Hi, Lisi,

If I'm still in your blacklists, it won't help for me to comment, but ...

2015/07/28 6:46 "Lisi Reisz" <lisi.re...@gmail.com>:
>
> On Monday 27 July 2015 16:53:14 Thomas Schmitt wrote:
> > "The problem with defending the purity of the English language is that
> >  English is about as pure as a cribhouse whore. We don't just borrow
words;
> > on occasion, English has pursued other languages down alleyways to beat
> > them unconscious and rifle their pockets for new vocabulary."  -- James
D.
> > Nicoll
> >
> > So:
> > "bzw." is a really useful word. Get it and use it whenever
> > you want to point to a fork in your thoughts.
>
> I'm not defending the purity of anything.  The English language is a right
> mish-mash of Latin, French, German, Norse, Hindi etc..  But
none-the-less, it
> improves comprehensibility if one sticks roughly to the language in which
one
> is speaking/writing.
>
> If you do use foreign words, you need to be willing to explain them when
> asked, as you were by Chris.
>
> I'm still not clear on the meaning of bzw,

I'm guessing it was in the part you cut out, the "beziehungsweise" that he
was translating as "respectively", abbrevitated to "resp."

> nor in what way its meaning differs
> from "or".  So I shall continue to use "or". ;-)
>
> Lisi
>

With a little help from google translate, "or rather".

I'd go with the idea suggested on the stackexchange post he referenced,
that, in other contexts, the English grammar puts the "beziehungswiese"
after two lists which are being associated:

    ... translating breakfast, lunch, and dinner
    as "asa-gohan", "o-hiru", and "yuu-han", _respectively_.

(with apologies for potentally muddying the waters further by using
Japanese in my example).

And, in this case, "namely" doesn't work other.

This may be one time that Google translate was useful.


◆ **TASK ITEM**: The full data must be written out exactly, with every line included.

Free-text object descriptions:
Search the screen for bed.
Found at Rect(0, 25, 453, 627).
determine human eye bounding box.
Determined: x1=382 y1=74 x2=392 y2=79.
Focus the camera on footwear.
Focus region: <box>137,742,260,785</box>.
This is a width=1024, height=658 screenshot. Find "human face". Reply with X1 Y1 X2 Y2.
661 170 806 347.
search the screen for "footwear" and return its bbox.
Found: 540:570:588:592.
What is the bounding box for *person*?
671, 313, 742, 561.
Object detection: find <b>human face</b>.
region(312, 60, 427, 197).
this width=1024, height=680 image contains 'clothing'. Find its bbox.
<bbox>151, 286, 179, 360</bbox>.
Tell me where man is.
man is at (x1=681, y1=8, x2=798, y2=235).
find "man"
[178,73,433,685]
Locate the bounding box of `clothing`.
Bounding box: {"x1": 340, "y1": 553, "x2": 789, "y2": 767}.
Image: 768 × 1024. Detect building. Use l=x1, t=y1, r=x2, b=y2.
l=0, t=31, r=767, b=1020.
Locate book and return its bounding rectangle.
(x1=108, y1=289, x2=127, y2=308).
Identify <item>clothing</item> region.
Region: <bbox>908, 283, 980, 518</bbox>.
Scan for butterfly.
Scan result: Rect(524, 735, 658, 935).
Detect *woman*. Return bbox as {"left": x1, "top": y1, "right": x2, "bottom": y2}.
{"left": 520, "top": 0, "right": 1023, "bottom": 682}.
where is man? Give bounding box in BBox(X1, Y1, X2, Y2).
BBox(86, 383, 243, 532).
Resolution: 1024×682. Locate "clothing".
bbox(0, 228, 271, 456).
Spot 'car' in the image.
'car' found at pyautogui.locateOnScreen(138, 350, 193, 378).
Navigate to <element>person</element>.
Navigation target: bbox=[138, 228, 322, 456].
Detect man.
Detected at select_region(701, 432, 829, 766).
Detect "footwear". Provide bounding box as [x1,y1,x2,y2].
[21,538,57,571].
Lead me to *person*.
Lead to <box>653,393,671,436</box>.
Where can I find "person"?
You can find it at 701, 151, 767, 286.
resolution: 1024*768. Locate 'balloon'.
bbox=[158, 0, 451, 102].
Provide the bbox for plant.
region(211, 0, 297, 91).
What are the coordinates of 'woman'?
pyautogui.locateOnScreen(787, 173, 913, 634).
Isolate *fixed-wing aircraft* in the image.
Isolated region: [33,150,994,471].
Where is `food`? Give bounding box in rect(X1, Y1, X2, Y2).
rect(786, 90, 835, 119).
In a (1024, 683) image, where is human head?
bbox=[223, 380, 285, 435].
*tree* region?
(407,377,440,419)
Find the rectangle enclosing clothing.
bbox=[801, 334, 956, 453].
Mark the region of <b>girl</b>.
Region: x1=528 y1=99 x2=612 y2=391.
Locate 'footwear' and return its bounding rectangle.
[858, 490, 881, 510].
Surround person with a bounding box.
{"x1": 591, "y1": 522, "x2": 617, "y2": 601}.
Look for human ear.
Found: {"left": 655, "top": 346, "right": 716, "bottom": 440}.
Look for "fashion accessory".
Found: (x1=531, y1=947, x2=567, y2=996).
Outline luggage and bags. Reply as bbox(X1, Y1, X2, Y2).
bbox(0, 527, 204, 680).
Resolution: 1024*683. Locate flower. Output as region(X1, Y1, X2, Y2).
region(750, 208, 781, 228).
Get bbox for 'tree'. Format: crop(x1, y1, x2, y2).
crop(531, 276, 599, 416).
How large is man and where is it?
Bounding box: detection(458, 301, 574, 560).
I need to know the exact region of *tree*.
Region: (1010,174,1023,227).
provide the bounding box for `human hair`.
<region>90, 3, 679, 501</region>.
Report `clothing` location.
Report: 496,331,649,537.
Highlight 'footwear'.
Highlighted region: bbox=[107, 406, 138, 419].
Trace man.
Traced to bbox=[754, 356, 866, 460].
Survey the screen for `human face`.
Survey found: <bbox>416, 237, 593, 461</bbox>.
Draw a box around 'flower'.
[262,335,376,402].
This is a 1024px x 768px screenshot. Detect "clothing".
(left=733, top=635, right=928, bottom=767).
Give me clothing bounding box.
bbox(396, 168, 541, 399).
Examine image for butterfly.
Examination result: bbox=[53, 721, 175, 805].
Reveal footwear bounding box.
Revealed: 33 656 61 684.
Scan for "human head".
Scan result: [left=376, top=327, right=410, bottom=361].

◆ **FINISHED EXERCISE**:
Search the screen for bed.
Found at Rect(0, 25, 453, 627).
determine human eye bounding box.
Determined: x1=382 y1=74 x2=392 y2=79.
Focus the camera on footwear.
Focus region: <box>137,742,260,785</box>.
This is a width=1024, height=658 screenshot. Find "human face". Reply with X1 Y1 X2 Y2.
661 170 806 347.
search the screen for "footwear" and return its bbox.
Found: 540:570:588:592.
What is the bounding box for *person*?
671, 313, 742, 561.
Object detection: find <b>human face</b>.
region(312, 60, 427, 197).
this width=1024, height=680 image contains 'clothing'. Find its bbox.
<bbox>151, 286, 179, 360</bbox>.
Tell me where man is.
man is at (x1=681, y1=8, x2=798, y2=235).
find "man"
[178,73,433,685]
Locate the bounding box of `clothing`.
Bounding box: {"x1": 340, "y1": 553, "x2": 789, "y2": 767}.
Image: 768 × 1024. Detect building. Use l=x1, t=y1, r=x2, b=y2.
l=0, t=31, r=767, b=1020.
Locate book and return its bounding rectangle.
(x1=108, y1=289, x2=127, y2=308).
Identify <item>clothing</item> region.
Region: <bbox>908, 283, 980, 518</bbox>.
Scan for butterfly.
Scan result: Rect(524, 735, 658, 935).
Detect *woman*. Return bbox as {"left": x1, "top": y1, "right": x2, "bottom": y2}.
{"left": 520, "top": 0, "right": 1023, "bottom": 682}.
where is man? Give bounding box in BBox(X1, Y1, X2, Y2).
BBox(86, 383, 243, 532).
Resolution: 1024×682. Locate "clothing".
bbox(0, 228, 271, 456).
Spot 'car' in the image.
'car' found at pyautogui.locateOnScreen(138, 350, 193, 378).
Navigate to <element>person</element>.
Navigation target: bbox=[138, 228, 322, 456].
Detect man.
Detected at select_region(701, 432, 829, 766).
Detect "footwear". Provide bounding box as [x1,y1,x2,y2].
[21,538,57,571].
Lead me to *person*.
Lead to <box>653,393,671,436</box>.
Where can I find "person"?
You can find it at 701, 151, 767, 286.
resolution: 1024*768. Locate 'balloon'.
bbox=[158, 0, 451, 102].
Provide the bbox for plant.
region(211, 0, 297, 91).
What are the coordinates of 'woman'?
pyautogui.locateOnScreen(787, 173, 913, 634).
Isolate *fixed-wing aircraft* in the image.
Isolated region: [33,150,994,471].
Where is `food`? Give bounding box in rect(X1, Y1, X2, Y2).
rect(786, 90, 835, 119).
In a (1024, 683) image, where is human head?
bbox=[223, 380, 285, 435].
*tree* region?
(407,377,440,419)
Find the rectangle enclosing clothing.
bbox=[801, 334, 956, 453].
Mark the region of <b>girl</b>.
Region: x1=528 y1=99 x2=612 y2=391.
Locate 'footwear' and return its bounding rectangle.
[858, 490, 881, 510].
Surround person with a bounding box.
{"x1": 591, "y1": 522, "x2": 617, "y2": 601}.
Look for human ear.
Found: {"left": 655, "top": 346, "right": 716, "bottom": 440}.
Look for "fashion accessory".
Found: (x1=531, y1=947, x2=567, y2=996).
Outline luggage and bags. Reply as bbox(X1, Y1, X2, Y2).
bbox(0, 527, 204, 680).
Resolution: 1024*683. Locate flower. Output as region(X1, Y1, X2, Y2).
region(750, 208, 781, 228).
Get bbox for 'tree'. Format: crop(x1, y1, x2, y2).
crop(531, 276, 599, 416).
How large is man and where is it?
Bounding box: detection(458, 301, 574, 560).
I need to know the exact region of *tree*.
Region: (1010,174,1023,227).
provide the bounding box for `human hair`.
<region>90, 3, 679, 501</region>.
Report `clothing` location.
Report: 496,331,649,537.
Highlight 'footwear'.
Highlighted region: bbox=[107, 406, 138, 419].
Trace man.
Traced to bbox=[754, 356, 866, 460].
Survey the screen for `human face`.
Survey found: <bbox>416, 237, 593, 461</bbox>.
Draw a box around 'flower'.
[262,335,376,402].
This is a 1024px x 768px screenshot. Detect "clothing".
(left=733, top=635, right=928, bottom=767).
Give me clothing bounding box.
bbox(396, 168, 541, 399).
Examine image for butterfly.
Examination result: bbox=[53, 721, 175, 805].
Reveal footwear bounding box.
Revealed: 33 656 61 684.
Scan for "human head".
Scan result: [left=376, top=327, right=410, bottom=361].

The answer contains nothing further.